Eliot Spitzer was swept into office by a record plurality, surrounded by impossibly high expectations that have already begun to deflate. As if that weren’t enough, he was also the first New York governor since Franklin D. Roosevelt in 1929 to take office at the peak of an economic expansion – which creates some heightened expectations of its own.
This is a decidedly mixed blessing for Spitzer, as the turmoil in world financial markets is now demonstrating. The economic trends driving state revenues over the last four years couldn’t get much better from Albany’s perspective. On the other hand, they could easily take a sudden turn for the worse – and may already have.
Wall Street has accounted for an outsized share of New York’s recent economic growth, and the governor is banking on continued strength in the financial sector to help underwrite his spending plans through 2010. But as Spitzer’s executive budget noted, “New York state revenues are profoundly affected by the fortunes of the financial markets.”
The state treasury is more dependent than ever on capital-gains and income taxes generated by the sort of high-flying investors, brokers and bankers who have the most to lose if market jitters over sub-prime mortgages lead to a prolonged shakeout.
Last year, financial and insurance firms accounted for nearly half of all private-sector wage increases and a third of overall private-sector economic growth in New York. The growth has been even more striking when viewed over the long term. In 1980, for example, the financial sector accounted for less than 10 percent of wages in the state. By 1990, the figure had climbed to about 12 percent. In 2006, it exceeded 20 percent.
Yes, the global economy remains strong, and the nervousness on Wall Street doesn’t necessarily point to a general economic downturn. As economic commentator Larry Kudlow pointed out last week, “While the subprime mortgage virus has temporarily infected banks, hedge funds, insurance companies and other institutions, most of Middle America is doing just fine, thank you very much.”
But the same doesn’t hold true in New York, where non-finance industries grew more slowly than the national average last year. The state’s once mighty manufacturing sector is especially troubled: Since 2000, it has shed a quarter of its jobs while increasing its output at barely half the national rate. Meanwhile, the boom in housing prices is over. Can commercial real estate be far behind?
While the risks were clear when Spitzer took office, his first budget has led the state further out on a fiscal limb. He increased state-funded spending by more than 8 percent, triple the inflation rate. He has committed himself to a record expansion of school spending over his first four years in office. He will add 2,800 employees to state agency payrolls this year. And his declared commitment to some form of state-sponsored universal health care has dollar signs written all over it.
The officially forecast state budget gap of $3.6 billion next year, growing to $6.7 billion by 2011, is relatively small by historical standards. Proportionately similar out-year shortfalls were charted during the mid-1980s and ’90s, only to disappear under a wave of unanticipated tax receipts. But in 2007, unlike 1987 or 1997, it’s difficult to see much more upside potential on the revenue side of the budget.
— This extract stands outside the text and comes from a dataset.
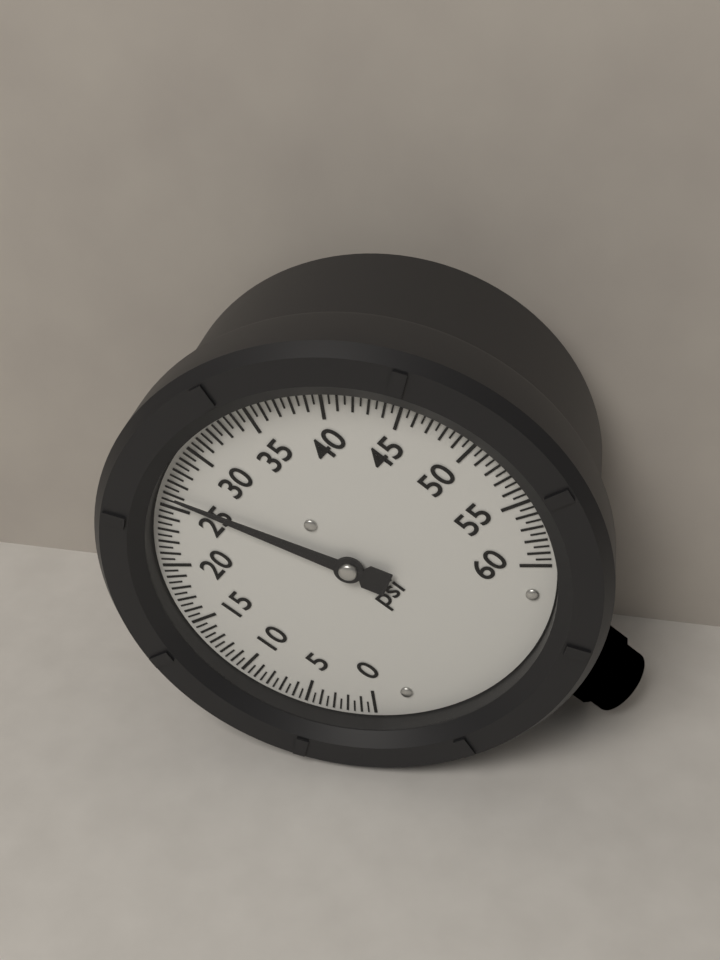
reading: 26.0 psi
Indeed, the cumulative gap would be even larger if Spitzer’s Budget Division hadn’t just added over $1 billion to its personal income-tax projections for the next three years.
A full-blown recession isn’t necessary to make the gap bigger in a hurry. All it will take is a bad year for a few thousand of the state’s highest-earning households, which already bear a disproportionately large share of the tax burden. It’s already happened once in this decade. Between 2001 and 2003, a sharp drop in state revenues could be traced primarily to a decrease in the incomes of New Yorkers earning more than $200,000.
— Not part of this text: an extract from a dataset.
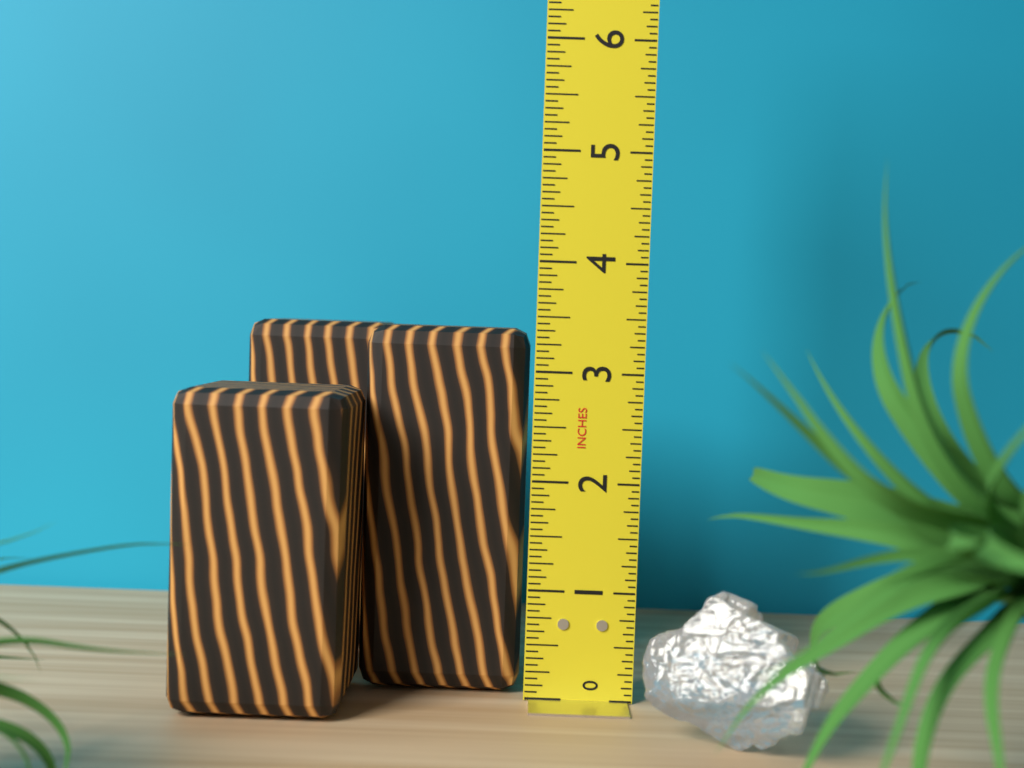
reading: 3.3750 in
The latest financial market gyrations could be just a blip, allowing state politicians a few more years of smooth sailing without tough decisions. But another day of fiscal reckoning for Spitzer is just a few years down the road. President Bush’s federal tax cuts played a crucial role in lifting New York’s economy out of the ashes of 9/11 and the last stock market downturn. Bush’s lower tax rates are set to expire in 2010 – and Democrats in Congress are clearly willing to let it happen, at least in the highest brackets.
An increase in marginal federal tax rates on high earners and investors will prompt them to minimize their taxable incomes, which in turn will suppress revenue growth in New York state. It happened in the early 1990s – and it will surely happen again if Bush’s cuts are undone.
And so, even if the current storm blows over and the stock market indexes resume their happy march upward, the end of the decade could witness an ironic spectacle: Eliot Spitzer celebrating the arrival in the White House of a fellow Democrat whose economic program blows a hole in New York’s tax base – just in time for the state’s next gubernatorial election in 2010.